Midwest Innocence Project Makes Headway with Evaluation of Pro Bono Caseload - 2012-01-14

Class Actions

The Midwest Innocence Project will continue the series of Freedom Friday sessions, with the next meeting being set for Friday, February 17, 2012. The work session will be hosted by Stinson Morrison Hecker in Kansas City, Mo. The initiative has been bolstered by leadership within the Kansas City Metropolitan Bar Association and other bar associations. Langdon & Emison attorney Phyllis Norman has been a part of the committee that helps recruit attorneys from western Missouri to aid in the providing of pro bono legal and investigative services, particularly in the area of wrongful convictions.

At this session in February, there will be additional questionnaires for those volunteer attorneys from the legal community who wish to continue the process of evaluating cases for review, often from inmates who have been imprisoned for several years.  The regularly scheduled meetings have had a significant impact on the process of evaluating pro bono cases, as there are approximately 200 files with new information since the group's last meeting. This information that now needs to be reviewed includes transcripts, police reports, and other information that will help attorneys decide what, if any, next steps should be taken in a particular case and, as appropriate, to develop the investigation plan for a specific legal matter.    

The Midwest Innocence Project is arguably one of the nation’s top nonprofit organizations dedicated to pro bono legal services to the innocent in prison.  A wide array of attorneys from a variety of firms (plaintiff or defense-oriented) in Missouri have been meeting for regularly scheduled work sessions dedicated to recruiting pro bono attorneys and other ways that young lawyers can work across bar associations and firms to help with the cause.  Other firms taking a lead sponsor role in this project besides Stinson Morrison Hecker include Davis, Bethune & Jones, and Warden Grier.

While dedicating legal services to those wrongfully convicted, the MIP has effectively educated many in the profession about lapses in the criminal justice system.  Some of these issues have included eyewitness misidentification, false confessions, and junk science used in the courtroom by the prosecution.

Phyllis assumed the presidency of the Greater Kansas City chapter of the Association of Women Lawyers on January 1, 2012. Her legal practice focuses on product liability litigation, specifically in the areas of class action suits, auto product defects and mass tort litigation.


WORK ITEM:
Run through the records and, wherever a line holds the word "mass", return that line.

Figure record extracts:
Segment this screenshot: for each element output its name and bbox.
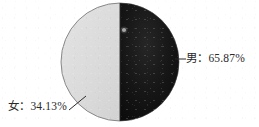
pie-label-female: 女：34.13% <box>8 101 67 113</box>
pie-slice-male <box>120 3 179 121</box>
scan-speck-halo <box>121 27 128 34</box>
pie-chart-figure: 男：65.87% 女：34.13% <box>0 0 259 127</box>
pie-label-male: 男：65.87% <box>186 53 245 65</box>
pie-slice-female <box>61 3 120 121</box>
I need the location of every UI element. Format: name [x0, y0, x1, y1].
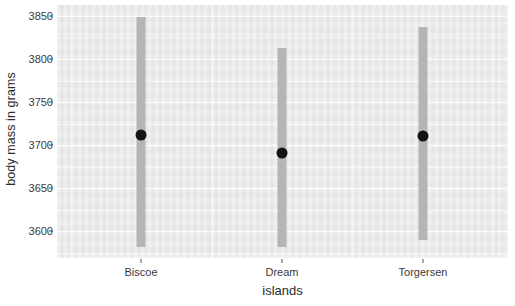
- y-tick-label: 3700: [9, 139, 53, 151]
- data-point-torgersen: [418, 131, 429, 142]
- y-tick-mark: [49, 16, 53, 17]
- y-tick-mark: [49, 188, 53, 189]
- grid-vertical-line: [212, 5, 213, 258]
- grid-vertical-line: [71, 5, 72, 258]
- grid-minor-line: [57, 253, 508, 254]
- y-tick-label: 3850: [9, 10, 53, 22]
- grid-vertical-line: [353, 5, 354, 258]
- x-axis-title: islands: [57, 283, 508, 298]
- y-tick-mark: [49, 59, 53, 60]
- chart-container: body mass in grams islands 3600 3650 370…: [0, 0, 515, 306]
- x-tick-label-torgersen: Torgersen: [399, 266, 448, 278]
- grid-vertical-line: [494, 5, 495, 258]
- y-tick-label: 3800: [9, 53, 53, 65]
- grid-minor-line: [57, 38, 508, 39]
- x-tick-mark-dream: [282, 259, 283, 263]
- y-tick-mark: [49, 145, 53, 146]
- grid-major-line-3850: [57, 16, 508, 17]
- plot-panel: [57, 5, 508, 258]
- y-axis-title: body mass in grams: [2, 0, 20, 258]
- y-tick-label: 3750: [9, 96, 53, 108]
- y-tick-mark: [49, 102, 53, 103]
- data-point-biscoe: [136, 130, 147, 141]
- y-tick-label: 3600: [9, 225, 53, 237]
- data-point-dream: [277, 148, 288, 159]
- x-tick-mark-torgersen: [423, 259, 424, 263]
- x-tick-label-dream: Dream: [265, 266, 298, 278]
- y-tick-mark: [49, 231, 53, 232]
- x-tick-mark-biscoe: [141, 259, 142, 263]
- y-tick-label: 3650: [9, 182, 53, 194]
- x-tick-label-biscoe: Biscoe: [124, 266, 157, 278]
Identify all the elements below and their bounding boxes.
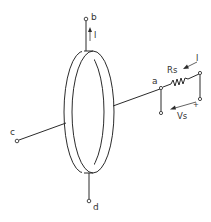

WRITTEN SOLUTION:
- chart-container: body mass in grams islands 3600 3650 370…: [0, 0, 515, 306]
- y-axis-title: body mass in grams: [2, 0, 20, 258]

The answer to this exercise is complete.